You're right, of course, LRC is just dreaming on about his little "remnant."
What a cheery thought for the new year! Certainly, the Civil War, still being fought by some of the "remnant," ended any real talk of secession.
The options I sketched out in Reason magazine many years ago, although I am less optimistic about any "movement" for same, are still there:

http://www.independent.org/newsroom/article.asp?id=1412


Robert F. Koehler - 1/1/2005

"What does he mean by “secede” in this context?"

Possibly Lew Rockwell sees that American destiny has already passed the horizon of the twilight into the night.

Lew fits into that category of thinkers of the "remnant" as Albert Jay Nock defined it flowing backwards from Rothbard, Garret, the "old American right" and that final last stand for American exceptionalism in the failed anti-imperialism movement of the late 19th and early 20th century. This American world view he espouses has its origins buried deep in the American Declaration of Independence in contradistinction to the Constitutional Convention of 1787 that was anathema to the commonality and masses of that revolutionary era. That documents reception was DOA and forced the Federalists to acquiesce and give way to the clamor for a Bill of Rights that curtailed and fenced in their designs for centralized power, at least for a time.
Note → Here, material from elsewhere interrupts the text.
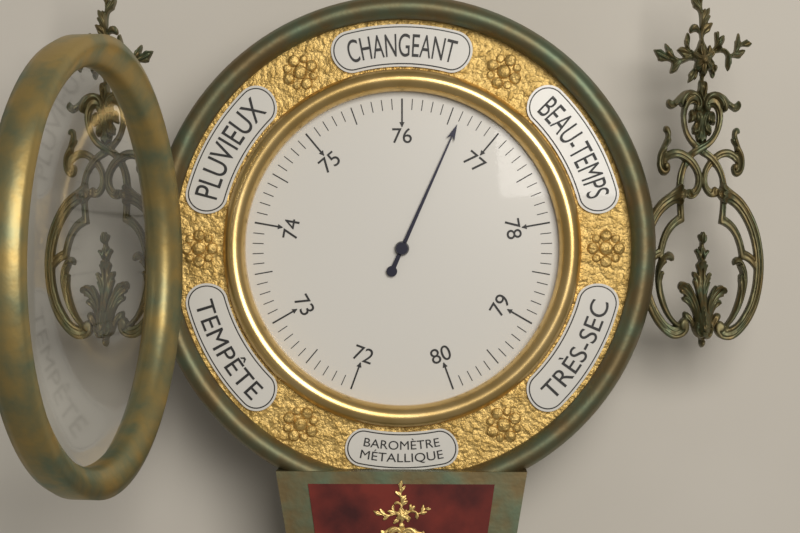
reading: 76.6 (no unit)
The revolutionary generation as a whole had no need for "parchment rights" as they sarcastically called the American constitution since the ideals of the revolution lived in their minds, hearts and souls. But it could not last as Jefferson & Adams themselves mused and to all intents and purposes the Spirit of 1776 passed from the world with the dual deaths of these titans on 4 July 1826. Its official death arose from the senseless controversies among the unworthy inheritors who ended that argument during the Civil War with the founding of centralized power in Washington, the rise of an elite national establishment, founding of empire and the slow but certain liquidation of unalienable rights and liberty as enunciated in the Bill of Rights. What exists today in 21st century America would have meant a peoples war of total liberation in 1787.

I believe Lew's view is that the battle for liberty has been lost and the duty of the "remnant" is to preserve themselves as America descends into the night. I think here his meaning in seceding is from the struggle that will surely arise between the far left and fascist right, between the dispossessed and oppressors that American Imperium will scourge & inflict upon the world. Its my sense of Lew's meaning, or should I say hope, that either they or their descendants may arise at the end of what comes like a Phoenix from its ashes to rekindle and reawaken ancient liberal traditions and liberty in its heartlands once again.

Men and women dream and for the "remnant" that's all they got. Anyway, that's the way I see it.